Using late medieval interpretations of Boethian music theory as a framework (cf. Hicks, Composing the World, 2017), I show how passages from Fludd’s History of Both Worlds (Utriusque cosmi historia, 1619) and Amphitheater of Anatomy (Anatomiae Amphitheatrum, 1623) reformulate these traditions in response to emerging anatomical discoveries. Employing sonic imagery to bridge the gap between material observation and idealized sound, Fludd’s approach exemplifies the complex ways in which early modern thinkers engaged the entire sensorium to understand the worlds around them and within them. I situate my analysis of Fludd within ongoing discourses in historical sound studies and the history of science, particularly Andrew Chung’s recent call to reevaluate early music studies in light of the mutually constitutive relationship between colonialism and the Anthropocene (2023). I demonstrate that Fludd’s harmonic physiology reasserts the significance of auditory knowledge—what Steven Feld (1982) terms “acoustemology”—as an active force in early modern science. In this context, Fludd’s work emerges in critical counterpoint with new empirical paradigms. It also serves as a precursor to later debates about sensory perception in scientific practice.

Ultimately, Fludd’s adaptation of musica humana offers a nuanced model of the body as a resonant system, broadening our understanding of the role of sonic thinking in early modern science and music studies. This perspective repositions our understanding of medieval epistemologies in an early modern context and highlights the enduring impact of non-visual modes of knowing, particularly in the theorization of sound and music.
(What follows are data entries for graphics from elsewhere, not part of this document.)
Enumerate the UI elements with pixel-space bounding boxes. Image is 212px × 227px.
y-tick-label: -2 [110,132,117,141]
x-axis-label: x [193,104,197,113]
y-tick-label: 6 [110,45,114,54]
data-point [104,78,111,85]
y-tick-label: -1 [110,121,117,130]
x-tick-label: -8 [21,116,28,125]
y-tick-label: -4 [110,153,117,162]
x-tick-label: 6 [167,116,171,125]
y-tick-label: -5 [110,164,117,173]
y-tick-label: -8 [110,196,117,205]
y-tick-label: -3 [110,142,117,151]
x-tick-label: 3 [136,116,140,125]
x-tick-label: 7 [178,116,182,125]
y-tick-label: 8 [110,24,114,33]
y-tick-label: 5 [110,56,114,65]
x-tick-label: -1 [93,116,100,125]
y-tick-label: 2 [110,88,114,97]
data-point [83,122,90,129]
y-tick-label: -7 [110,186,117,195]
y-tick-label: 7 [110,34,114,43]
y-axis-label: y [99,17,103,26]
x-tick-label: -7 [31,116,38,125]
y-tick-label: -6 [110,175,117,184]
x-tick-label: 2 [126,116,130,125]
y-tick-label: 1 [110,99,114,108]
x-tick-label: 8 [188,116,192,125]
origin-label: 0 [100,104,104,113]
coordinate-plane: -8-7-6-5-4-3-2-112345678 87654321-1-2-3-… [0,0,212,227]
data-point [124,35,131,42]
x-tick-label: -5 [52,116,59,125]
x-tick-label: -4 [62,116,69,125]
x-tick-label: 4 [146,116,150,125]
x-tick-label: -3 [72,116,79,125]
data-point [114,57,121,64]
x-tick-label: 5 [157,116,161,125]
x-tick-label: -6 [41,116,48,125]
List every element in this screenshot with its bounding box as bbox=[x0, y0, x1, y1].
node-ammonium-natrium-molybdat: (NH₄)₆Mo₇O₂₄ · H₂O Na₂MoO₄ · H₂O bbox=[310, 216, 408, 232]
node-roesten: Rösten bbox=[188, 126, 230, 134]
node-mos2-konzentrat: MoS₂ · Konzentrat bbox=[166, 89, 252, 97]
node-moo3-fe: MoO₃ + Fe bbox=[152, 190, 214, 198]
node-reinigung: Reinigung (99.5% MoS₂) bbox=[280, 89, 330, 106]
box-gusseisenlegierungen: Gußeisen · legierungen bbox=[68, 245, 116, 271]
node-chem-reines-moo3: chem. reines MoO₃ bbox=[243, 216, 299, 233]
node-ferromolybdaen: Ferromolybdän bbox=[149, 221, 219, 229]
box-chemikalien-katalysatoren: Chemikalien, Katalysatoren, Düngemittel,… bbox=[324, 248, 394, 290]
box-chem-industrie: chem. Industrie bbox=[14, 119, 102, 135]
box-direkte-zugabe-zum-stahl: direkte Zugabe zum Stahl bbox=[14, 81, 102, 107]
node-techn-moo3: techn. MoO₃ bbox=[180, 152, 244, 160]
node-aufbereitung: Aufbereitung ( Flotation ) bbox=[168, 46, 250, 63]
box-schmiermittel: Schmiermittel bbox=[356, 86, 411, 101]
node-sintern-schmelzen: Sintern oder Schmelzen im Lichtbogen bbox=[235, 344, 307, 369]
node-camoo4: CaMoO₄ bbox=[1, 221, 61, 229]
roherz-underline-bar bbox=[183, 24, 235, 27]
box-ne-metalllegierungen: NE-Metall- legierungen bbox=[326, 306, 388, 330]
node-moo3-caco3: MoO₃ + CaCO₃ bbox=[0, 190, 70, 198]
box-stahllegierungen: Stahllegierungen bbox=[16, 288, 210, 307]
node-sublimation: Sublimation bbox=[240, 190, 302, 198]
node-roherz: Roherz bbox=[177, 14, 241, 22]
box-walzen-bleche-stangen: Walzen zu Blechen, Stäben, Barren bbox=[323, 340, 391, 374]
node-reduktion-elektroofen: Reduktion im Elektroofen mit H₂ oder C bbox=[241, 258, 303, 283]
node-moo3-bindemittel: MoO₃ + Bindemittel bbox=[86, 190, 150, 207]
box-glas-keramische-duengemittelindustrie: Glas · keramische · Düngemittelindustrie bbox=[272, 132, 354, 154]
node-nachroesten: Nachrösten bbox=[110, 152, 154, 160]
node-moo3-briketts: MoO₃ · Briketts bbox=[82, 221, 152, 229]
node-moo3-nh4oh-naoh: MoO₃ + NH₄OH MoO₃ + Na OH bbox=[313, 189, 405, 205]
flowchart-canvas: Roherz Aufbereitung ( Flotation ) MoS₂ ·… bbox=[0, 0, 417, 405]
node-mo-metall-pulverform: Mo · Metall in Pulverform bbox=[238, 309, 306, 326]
(Re)Constructing the Healthy Turn: Body Images and Mental Health in Popular Music

Melanie Ptatscheck

New York University

Concepts of the body, health, and illness are socioculturally and historically contingent, reflecting cultural, political, and moral paradigms of a given time. Popular music and its diverse cultural expressions play a crucial role in shaping these constructions, actively contributing to the societal definition of what is perceived as a “normal” and “healthy” body. However, this influence is ambivalent: While popular music can challenge dominant body ideals, it has also perpetuated harmful trends. The (re)production of toxic aesthetics—such as heroin chic in grunge—or unattainable body norms, exemplified by the flawless, hyper-disciplined physiques of pop stars, has contributed to distorted self- and body perceptions, potentially fostering mental health disorders such as depression and eating disorders.
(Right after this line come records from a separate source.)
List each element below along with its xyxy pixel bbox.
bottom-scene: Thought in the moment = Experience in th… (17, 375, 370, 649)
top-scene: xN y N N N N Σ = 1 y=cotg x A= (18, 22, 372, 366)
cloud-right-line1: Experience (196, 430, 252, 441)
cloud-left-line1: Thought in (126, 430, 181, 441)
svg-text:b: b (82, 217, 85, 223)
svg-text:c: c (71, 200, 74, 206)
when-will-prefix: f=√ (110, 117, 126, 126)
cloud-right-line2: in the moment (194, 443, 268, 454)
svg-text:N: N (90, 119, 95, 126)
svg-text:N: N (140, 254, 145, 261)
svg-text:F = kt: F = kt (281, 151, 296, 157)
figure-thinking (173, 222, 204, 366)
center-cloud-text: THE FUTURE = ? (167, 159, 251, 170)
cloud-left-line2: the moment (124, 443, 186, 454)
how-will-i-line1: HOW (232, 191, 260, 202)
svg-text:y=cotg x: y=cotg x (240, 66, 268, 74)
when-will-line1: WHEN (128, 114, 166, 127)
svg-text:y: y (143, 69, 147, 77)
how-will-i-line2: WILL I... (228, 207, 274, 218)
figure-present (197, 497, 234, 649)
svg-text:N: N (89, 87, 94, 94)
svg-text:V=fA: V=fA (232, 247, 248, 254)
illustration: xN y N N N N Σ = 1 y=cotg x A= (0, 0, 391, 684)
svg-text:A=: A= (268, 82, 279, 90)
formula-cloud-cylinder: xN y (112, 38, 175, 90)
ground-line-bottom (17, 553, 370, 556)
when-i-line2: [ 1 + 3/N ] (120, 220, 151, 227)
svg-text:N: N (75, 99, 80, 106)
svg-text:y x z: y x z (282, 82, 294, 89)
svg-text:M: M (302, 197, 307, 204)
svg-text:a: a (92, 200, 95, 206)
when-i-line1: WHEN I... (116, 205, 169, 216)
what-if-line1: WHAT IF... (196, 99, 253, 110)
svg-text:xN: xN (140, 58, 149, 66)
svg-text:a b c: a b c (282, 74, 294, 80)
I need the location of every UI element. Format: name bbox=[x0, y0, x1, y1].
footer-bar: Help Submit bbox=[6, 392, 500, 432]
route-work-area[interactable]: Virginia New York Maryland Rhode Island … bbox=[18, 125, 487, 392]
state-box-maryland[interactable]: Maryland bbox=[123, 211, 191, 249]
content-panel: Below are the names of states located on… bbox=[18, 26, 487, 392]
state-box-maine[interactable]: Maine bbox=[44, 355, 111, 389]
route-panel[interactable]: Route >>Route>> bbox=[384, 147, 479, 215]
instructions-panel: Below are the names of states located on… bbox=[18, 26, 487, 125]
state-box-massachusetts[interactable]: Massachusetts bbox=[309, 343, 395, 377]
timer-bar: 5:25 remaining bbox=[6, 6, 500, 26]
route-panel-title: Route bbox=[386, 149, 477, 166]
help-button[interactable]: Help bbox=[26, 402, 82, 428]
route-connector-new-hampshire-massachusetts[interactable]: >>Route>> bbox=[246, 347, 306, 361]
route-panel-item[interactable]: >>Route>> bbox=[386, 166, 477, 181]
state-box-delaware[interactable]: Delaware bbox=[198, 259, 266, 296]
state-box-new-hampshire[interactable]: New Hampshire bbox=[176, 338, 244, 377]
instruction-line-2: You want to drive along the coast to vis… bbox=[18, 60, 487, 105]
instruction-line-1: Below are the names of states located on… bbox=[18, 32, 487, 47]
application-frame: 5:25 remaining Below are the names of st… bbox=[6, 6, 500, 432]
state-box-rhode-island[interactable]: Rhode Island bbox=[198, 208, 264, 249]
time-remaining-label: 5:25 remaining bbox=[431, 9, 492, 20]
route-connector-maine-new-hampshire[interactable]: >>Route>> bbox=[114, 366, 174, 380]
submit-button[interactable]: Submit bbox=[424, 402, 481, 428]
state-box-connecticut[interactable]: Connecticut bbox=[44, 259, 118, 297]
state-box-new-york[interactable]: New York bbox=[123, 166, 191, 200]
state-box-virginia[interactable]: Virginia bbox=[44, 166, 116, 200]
In recent years, however, popular music has increasingly emerged as a site of resistance, promoting health-conscious narratives, amplifying diverse body performances, and critically engaging with restrictive health ideals (Ptatscheck 2025, Holmes 2023, Franssen 2020). Female pop artists such as Lady Gaga, Billie Eilish, and Lizzo have actively disrupted heteronormative body ideals and mental health stigmatization by advocating for self-love and body positivity in their musical and media performances. More recently, Ariana Grande’s TikTok statement on body shaming and the discourse surrounding her supposedly “unhealthy” appearance have reignited debates on body image, self-determination, and subjective well-being. This shift is conceptualized in this paper as the healthy turn.
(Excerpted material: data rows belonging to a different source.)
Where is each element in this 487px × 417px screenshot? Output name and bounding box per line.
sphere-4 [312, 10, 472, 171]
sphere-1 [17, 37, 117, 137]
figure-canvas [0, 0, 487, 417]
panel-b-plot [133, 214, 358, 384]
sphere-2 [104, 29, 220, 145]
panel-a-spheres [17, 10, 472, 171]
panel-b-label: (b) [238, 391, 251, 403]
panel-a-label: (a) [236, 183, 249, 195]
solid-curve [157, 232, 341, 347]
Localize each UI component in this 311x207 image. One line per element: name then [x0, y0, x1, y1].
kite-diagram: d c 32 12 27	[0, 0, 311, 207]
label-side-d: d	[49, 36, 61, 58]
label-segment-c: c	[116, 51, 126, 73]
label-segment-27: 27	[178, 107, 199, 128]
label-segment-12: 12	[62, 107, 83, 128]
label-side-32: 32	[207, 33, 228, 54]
Using Ariana Grande as a case study, this paper critically examines body- and health-related trends and transformation processes in popular music. Employing ethnographic and netnographic methodologies, supplemented by music and media analyses (e.g., songs, lyrics, interviews), it explores her body image and (self-)presentation about prevailing body norms and health discourses. These dimensions are contextualized within the broader framework of the music and celebrity industries, and contemporary self-improvement culture (Allen 2011, Littler 2013), shaped by gendered discourse and power dynamics (Gill 2007, McRobbie 2015). By deepening understanding of health-related narratives in popular music cultures, this paper seeks to advance critical academic debates and establish a foundation for integrating health discourses into music studies.